In time, with the help of her endocrinologist, Pen will undergo additional testing to determine how much growth hormone she’s producing. This will then impact our decision regarding growth hormone injections, which honestly, I’m not super pumped about.


I’m told that the benchmark for many with growth failure + genetic syndrome is to ideally get them to a height of 4’9. Anything under that only serves to make life harder. And as we know, life can be plenty hard enough.


Additionally, Pen has also been sick. Like, permanently sick. Battling various respiratory illnesses that she will be prone to likely due to the immune system weaknesses that accompany her syndrome.


Her immunologist would like her to receive additional booster vaccines to determine whether this will serve her body to develop the necessary antibodies required to maintain health. At present, the typical vaccine course most receive is one that fails to spark her immune system to fight off the continual onslaught of germs she’s exposed to. Will additional boosters help? Maybe, maybe not. Do you try them? Maybe, maybe not.


Most of the situations and scenarios with this turkey leg are impossible to figure out, as there really are no answers or directions that are ever very clear. Or at least where I feel 100% confident. Where in my gut, I'm like, yep, I get it and yep, that's the right move.


It drives me bonkers, honestly. I used to feel like I knew what I was doing as a mom. Well, I mean, what a joke, but ya know, kinda. And especially after a glass of wine.


With this one? We truly have no real guide or projections for her growth or her development. The number of kiddos with her condition are few, like, very very few. A couple thousand known cases so far. In.the.world.


This leaves little predictions by her medical team for what to expect.

How big will she get?

Will she need a great deal of support in school?

Will she be able to drive one day, go to college, live independently as an adult?


Questions that terrify me, but also are so far down the track that it would be silly to spend too much time there. In worryland. Where it's pretty much a shithole.
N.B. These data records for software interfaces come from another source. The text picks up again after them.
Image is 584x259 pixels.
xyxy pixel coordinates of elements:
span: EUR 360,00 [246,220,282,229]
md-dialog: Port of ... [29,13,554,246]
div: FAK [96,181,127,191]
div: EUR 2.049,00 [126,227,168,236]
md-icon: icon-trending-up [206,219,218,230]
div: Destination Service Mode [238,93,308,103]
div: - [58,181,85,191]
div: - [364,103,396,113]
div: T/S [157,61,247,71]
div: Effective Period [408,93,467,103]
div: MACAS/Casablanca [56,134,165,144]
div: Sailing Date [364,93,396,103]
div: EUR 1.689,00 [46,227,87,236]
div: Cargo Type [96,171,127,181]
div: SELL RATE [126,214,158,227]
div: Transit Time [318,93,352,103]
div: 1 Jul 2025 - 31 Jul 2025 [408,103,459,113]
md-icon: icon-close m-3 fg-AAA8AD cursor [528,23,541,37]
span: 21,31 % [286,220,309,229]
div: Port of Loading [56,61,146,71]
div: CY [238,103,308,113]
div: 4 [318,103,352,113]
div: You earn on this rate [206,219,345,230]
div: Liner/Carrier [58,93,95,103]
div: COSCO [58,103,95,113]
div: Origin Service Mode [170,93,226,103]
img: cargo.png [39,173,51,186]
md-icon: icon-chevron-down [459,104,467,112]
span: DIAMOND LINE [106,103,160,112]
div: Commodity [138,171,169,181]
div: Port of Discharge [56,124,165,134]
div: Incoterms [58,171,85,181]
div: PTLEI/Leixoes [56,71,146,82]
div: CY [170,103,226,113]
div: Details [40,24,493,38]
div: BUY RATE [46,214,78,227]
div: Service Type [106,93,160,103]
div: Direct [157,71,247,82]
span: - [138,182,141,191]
Reality is, as much as I would like to know what to expect for her future, I can also appreciate how much I don’t know what the future holds for either of my other girls who’s genetic makeup looks very different.


So here’s where I snap back into today.

Where she remains at 17 pounds with an overall slowing of her growth, but continues to eat well, so much more than she ever ate before.


Where she’s walking, trying to run, trying to tackle steps, losing her balance less and less and improving her coordination to only grow stronger every day.


Where her language skills have exploded in a way that gives me profound hope that anything is possible for her long term cognitive skills and development.


And speaking of hope, back to Levine’s this week and the continued conversation of when we can remove her g-tube. Something we’re close to. Something that I was once told could be 10 years away.


I’d like to think this a perfect example of not only how far she’s come, but also how much she’s set to prove to her team how far she’s going to soar.


And tears that come from watching that? Definitely, but those are the good ones.